There were some mitigating factors. Tickets went on sale late. Fallout from Sept. 11 might have kept people from traveling to the nation's capital. Fans are focused more on the Olympic skaters with the Salt Lake City Games just weeks away.

But Browning cites another reason for the decline: the retirements and semiretirements of an unprecedented lineup of champions who took winning and losing seriously and who, for several years, turned every competition into a once-in-a-lifetime show.

"You need outstanding champions," Browning said. "In the pro ranks, we were really hot for a while. You had Scott Hamilton, Paul Wylie, Brian Orser, Brian Boitano, me. We were all good. And right now the professional ranks are not as strong. We've seen brilliant moments, but we need more young guys to come up and be great.

"Right now we're in a lull."

Besides Kulik, who is still learning how to play to a crowd, and the competition-shy Lipinski, who is plagued by hip problems, many big names have remained Olympic-eligible. That's a triumph for International Skating Union president Ottavio Cinquanta, who slowed the defections by introducing a big-money Grand Prix circuit that rendered the word "amateur" meaningless.

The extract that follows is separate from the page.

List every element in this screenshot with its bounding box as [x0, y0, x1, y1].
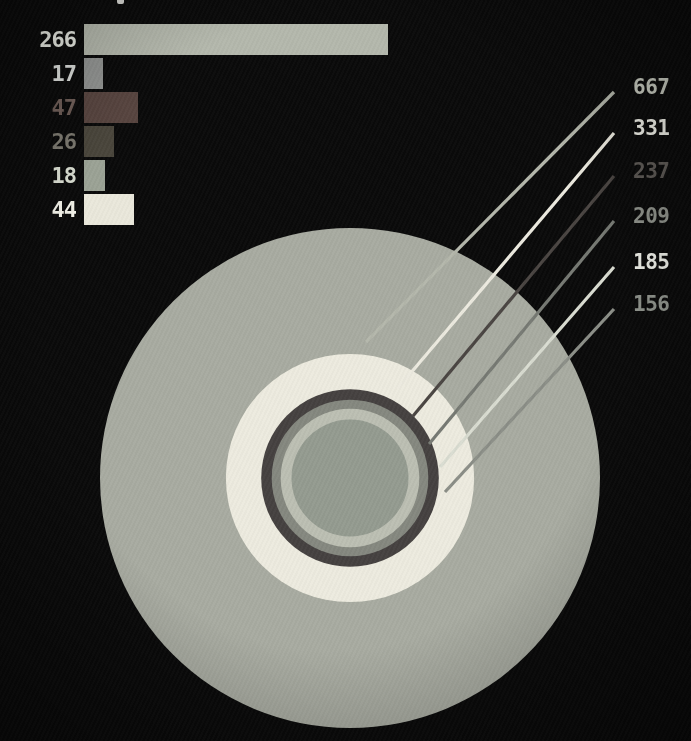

Yet even when the field is overflowing with stars, the pro circuit is plagued by three major complaints:

- The same routines get recycled again and again. Kulik won in Washington with his 1998 Olympic program, which he said he has now performed more than 70 times, including tour appearances. Last year, the World Pro introduced a rule that one routine had to be making its TV debut, and it made for one of the most lively and original competitions in years.

That rule lasted only a year.

- The competitions often are broadcast weeks after they occur. No one would dream of treating the Olympics the same way.

NBC finally broke that standard by showing the Saturday artistic skate live from the MCI Center for the first time.

- Not all the skaters take the competitions seriously. Philippe Candeloro knowingly violated a no-props rule during the technical program, saying he was more interested in pleasing the crowd. Yamaguchi said she's just not as competitive anymore. Kulik said, "I don't really care too much about the placement."

Yuka Sato was an exception. She skated gamely in both pairs and singles and called her women's title, "the best moment of my career." And she won a world championship in 1994.

Browning said the lack of a competitive atmosphere hurts the event's chemistry.

"But what can you do?" Browning said. "Some things don't last forever."

The pro skaters have a trump card: Whatever the motivation, they put on better shows than Olympic skaters. Anyone who watched Yamaguchi and Sato stage near flawless back-to-back routines saw a special moment younger skaters can't duplicate.

"What they did as a 1-2 punch was truly an Olympic moment," Browning said. "The dancers - they are the best on the planet. I'd rather watch this than the Olympics."